By Dustin Brown
The view from the New York Board of Trade’s emergency quarters in Long Island City is not like anything its members had ever seen from their longtime home at the World Trade Center.
The temporary facility sits behind the cobblestone surface of 43rd Avenue between 23rd and 24th streets, across from the wide parking lot of a yellow cab company and alongside the elevated trestles of the No. 7 train. Any number of industrial loft-style buildings are visible in all directions, but conspicuously absent is anything resembling modern office space — save the building it occupies at 23-10 43rd Ave.
For many of the traders — accustomed to rubbing elbows all day with colleagues in Manhattan’s downtown financial district — the move has been a sort of culture shock.
“This is in the middle of nowhere,” Jeff Poyta, a coffee trader on the exchange, said as he stood on the sidewalk of 43rd Avenue last Thursday. “It’s in an industrial area, when it’s a huge financial market that needs to be in a busy business district.”
The New York Board of Trade is one of the largest futures exchanges in the country, where contracts are traded for coffee, sugar, cocoa, cotton, orange juice.
Six days after the terrorist attacks destroyed its trading floor in 4 World Trade Center, the board reopened on an abbreviated trading schedule in the cramped Long Island City emergency quarters. Although the space had been set up to allow business to continue under such circumstances, no one had ever envisioned how extreme the circumstances would prove to be.
“We were expecting an electrical outage for a day or two,” said board spokesman Guy Taylor. “We never expected the World Trade Center would be destroyed by terrorists.”

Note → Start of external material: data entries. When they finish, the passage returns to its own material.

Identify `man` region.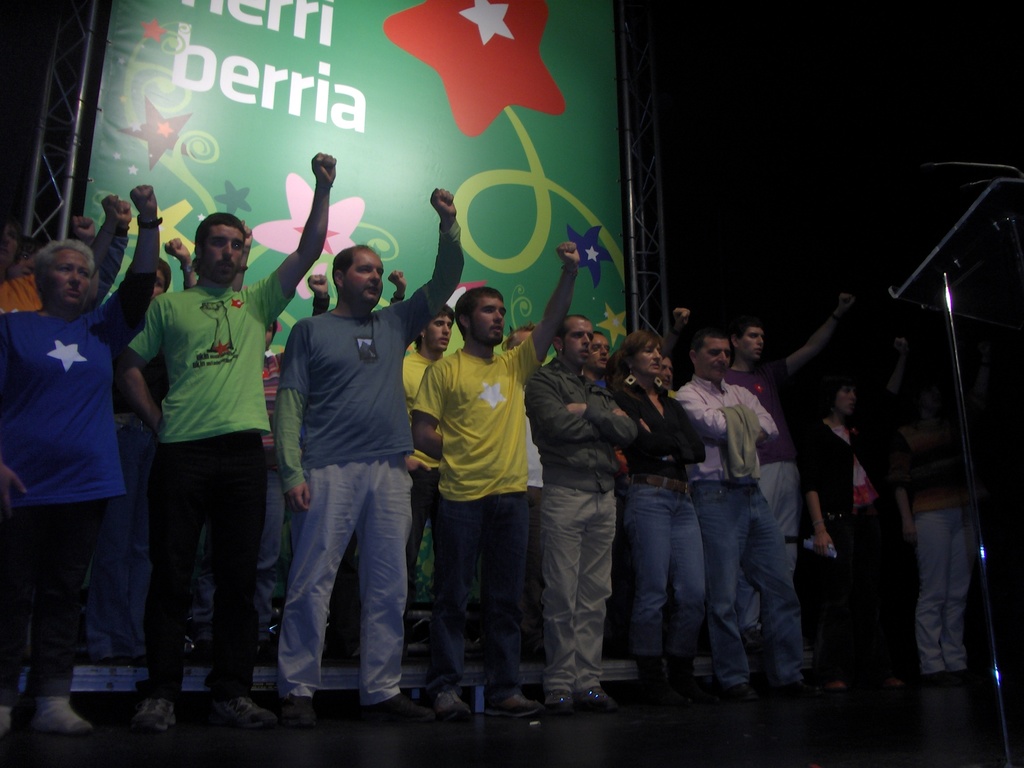
Region: {"left": 115, "top": 150, "right": 339, "bottom": 720}.
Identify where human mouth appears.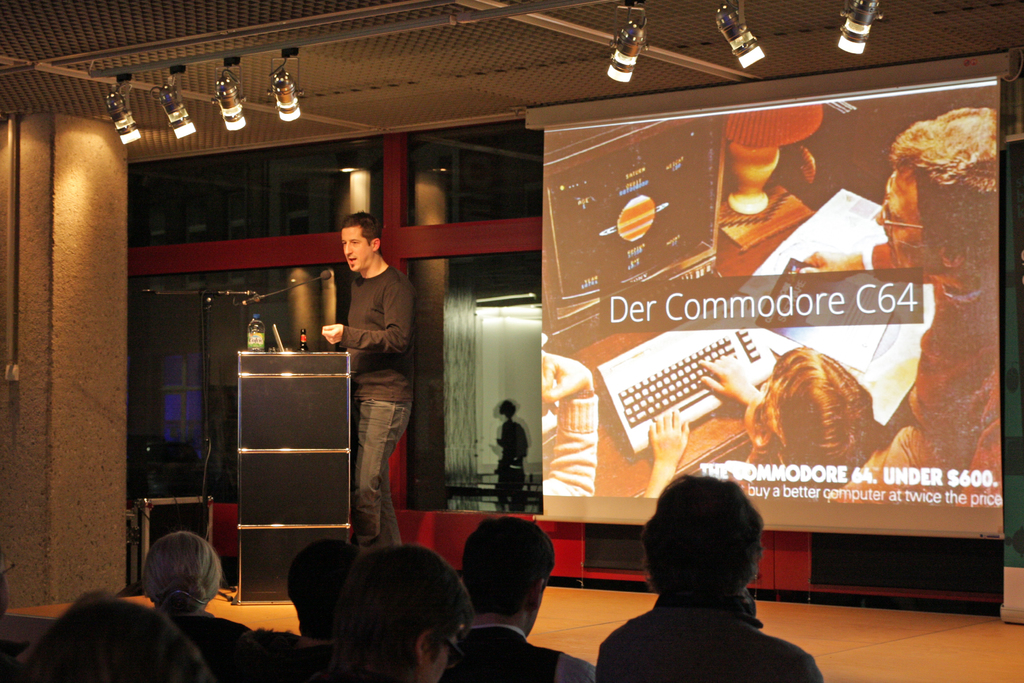
Appears at crop(346, 256, 357, 267).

The New York Board of Trade was the only market in the world to have a backup trading floor, which was set up as a precautionary measure following the 1993 car bombing that damaged the bottom of the World Trade Center. Although it sat for five years “collecting dust,” as many of the exchange’s members used to say, the $300,000 facility ultimately saved millions by allowing the market to reopen so quickly after the Sept. 11 terrorist attack.
“There was some criticism inside the organization about whether we needed this or not,” Taylor said.

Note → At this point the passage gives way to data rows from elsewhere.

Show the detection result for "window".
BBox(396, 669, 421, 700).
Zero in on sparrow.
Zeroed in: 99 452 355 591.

Although that criticism was put to rest by the board’s fast turnaround in the wake of disaster, new complaints have emerged as traders struggle to make a living amid less-than-ideal conditions in the Long Island City space.
Where the World Trade Center offered 12,500 square feet of space and 13 pits for trading, the LIC facility crams two trading pits into 3,000 square feet on the first story of the small office building owned by Comdisco, an emergency services company.
Deals are brokered by traders who crowd on the carpeted maroon-colored steps of the two pits set up on the trading floor, their collective shouts creating a chaotic din in a space many complain is louder and more cramped than the original location.
The loss of space has prompted major changes in the way business is done. Where each commodity would be traded for five hours a day in Manhattan, they are now traded on schedules of an hour and a half each.
“The shortened hours make for lousy business,” Poyta said.
But in many ways Long Island City is the perfect location for such a business. A mixed-use neighborhood with a long history in manufacturing, much of the area was recently rezoned by the City Council to encourage its development into the city’s next major business district.
But the neighborhood has its problems. Although Long Island City is a major hub of mass transportation — where as many as six subway lines converge within only a few blocks of each other — its location is inconvenient for many traders from New Jersey, Staten Island and Brooklyn accustomed to a short hop into Lower Manhattan.
Although the board has already expanded its Long Island City facilities and will add more pits to increase trading hours, exchange officials are planning to return to Manhattan as soon as possible. Negotiations are already under way to move in with the New York Mercantile Exchange.
“We do want to go back to Manhattan because it’s centrally located,” Taylor said.
Although many traders are eagerly awaiting the board’s return to Manhattan but skeptical that the move will come about within six months as anticipated, most are simply relieved to be trading at all after the catastrophe.
“Generally, everyone — members and staff — were pleased that we just had a place to go to keep doing business,” Taylor said.